If a line in the records contains the string "button", show that line.
─── Source data ───
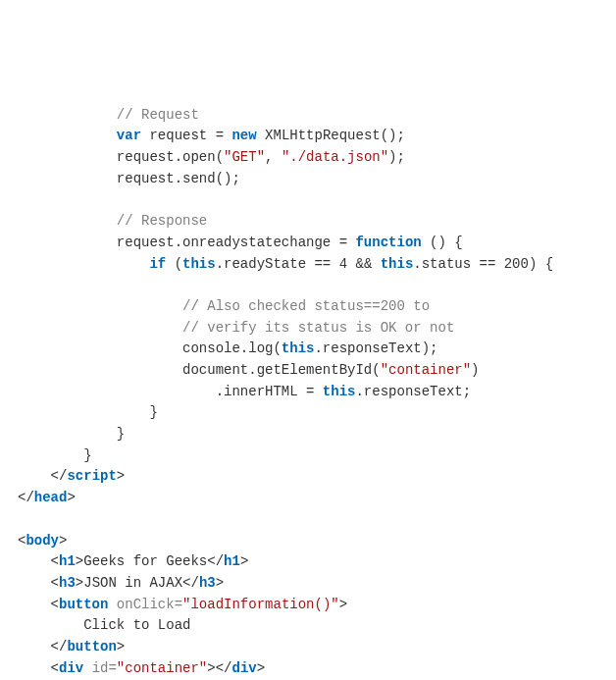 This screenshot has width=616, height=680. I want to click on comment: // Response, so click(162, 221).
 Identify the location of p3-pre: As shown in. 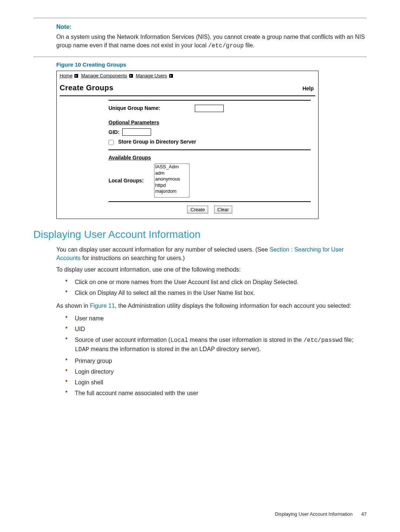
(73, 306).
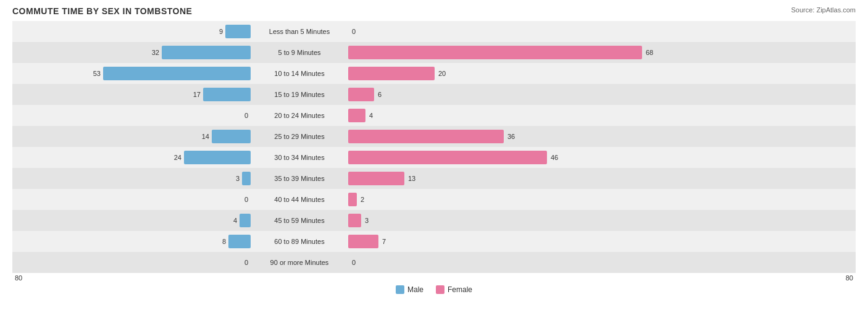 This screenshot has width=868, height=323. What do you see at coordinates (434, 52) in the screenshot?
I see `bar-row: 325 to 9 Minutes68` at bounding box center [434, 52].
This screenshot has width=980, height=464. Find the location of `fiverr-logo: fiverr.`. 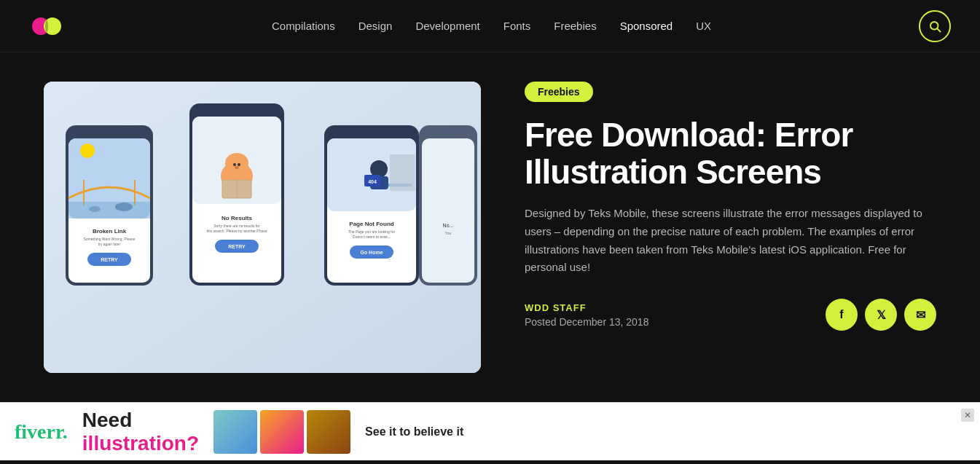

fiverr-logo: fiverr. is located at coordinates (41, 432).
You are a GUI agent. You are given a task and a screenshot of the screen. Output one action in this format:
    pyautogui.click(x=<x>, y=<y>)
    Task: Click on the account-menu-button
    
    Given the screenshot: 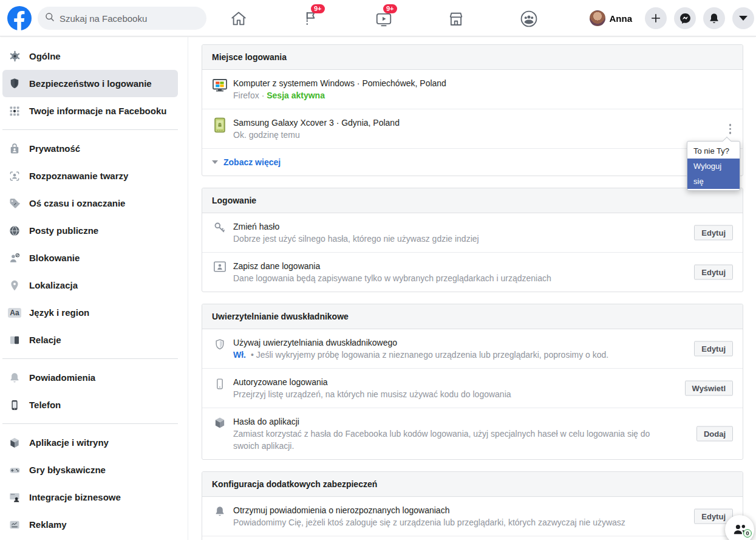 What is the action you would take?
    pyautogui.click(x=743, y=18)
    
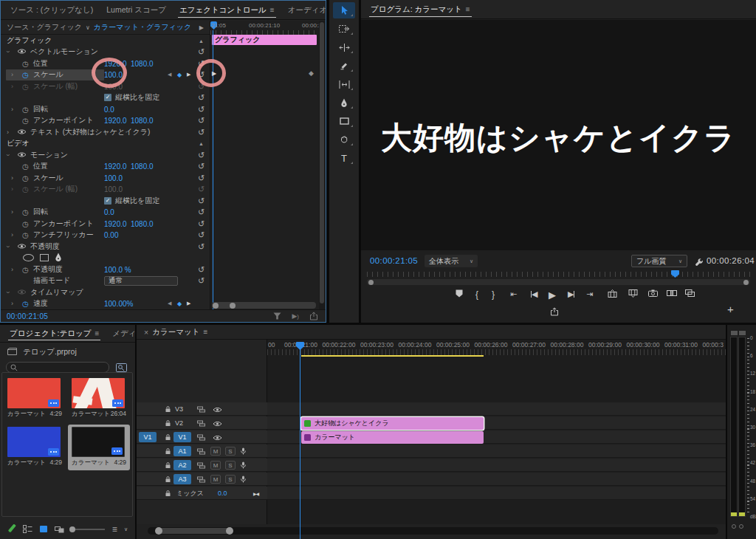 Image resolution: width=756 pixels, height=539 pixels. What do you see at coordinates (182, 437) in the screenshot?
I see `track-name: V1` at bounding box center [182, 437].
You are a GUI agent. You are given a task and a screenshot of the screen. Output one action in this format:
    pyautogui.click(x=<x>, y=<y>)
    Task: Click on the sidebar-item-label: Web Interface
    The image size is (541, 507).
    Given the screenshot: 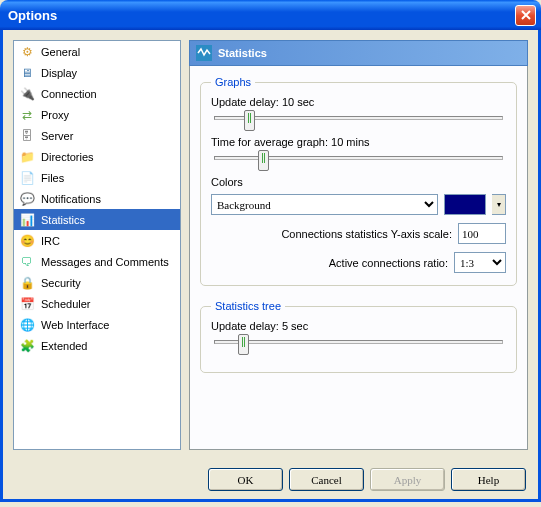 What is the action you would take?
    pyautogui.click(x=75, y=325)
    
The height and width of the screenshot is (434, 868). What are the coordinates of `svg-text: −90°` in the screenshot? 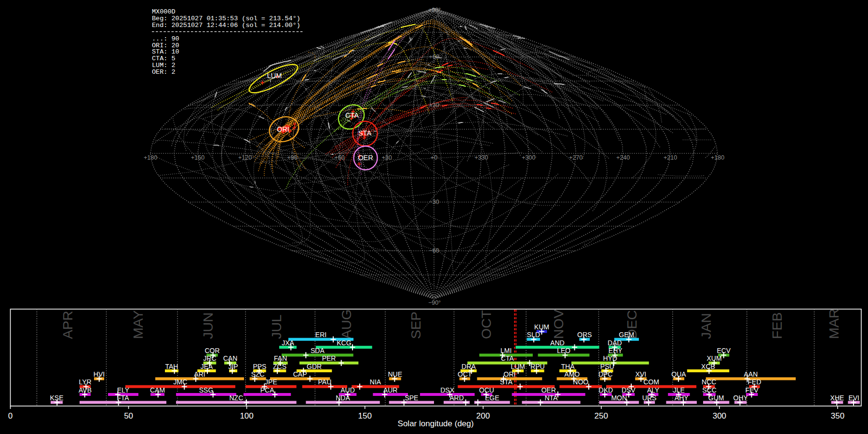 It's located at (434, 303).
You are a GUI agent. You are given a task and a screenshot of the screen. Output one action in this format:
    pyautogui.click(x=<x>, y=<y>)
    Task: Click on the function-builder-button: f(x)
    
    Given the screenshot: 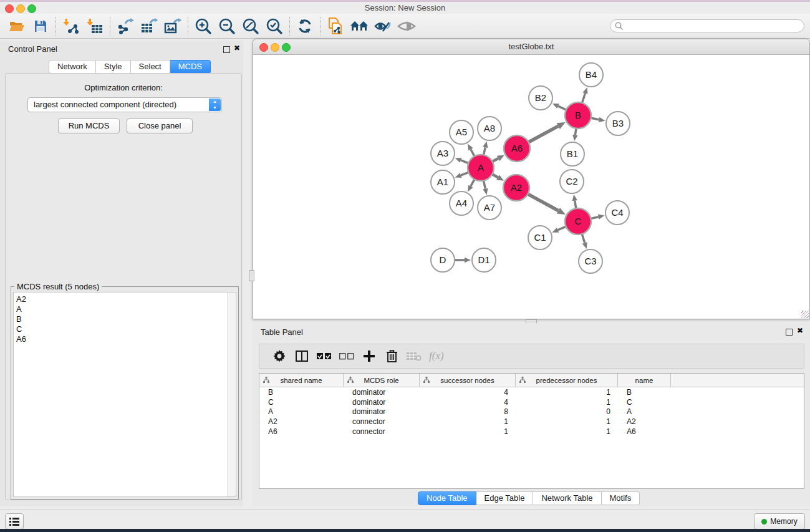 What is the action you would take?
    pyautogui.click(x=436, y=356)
───
### [Solution below]
    Task: Click on the account-menu-button
    Task: Click on the function-builder-button: f(x)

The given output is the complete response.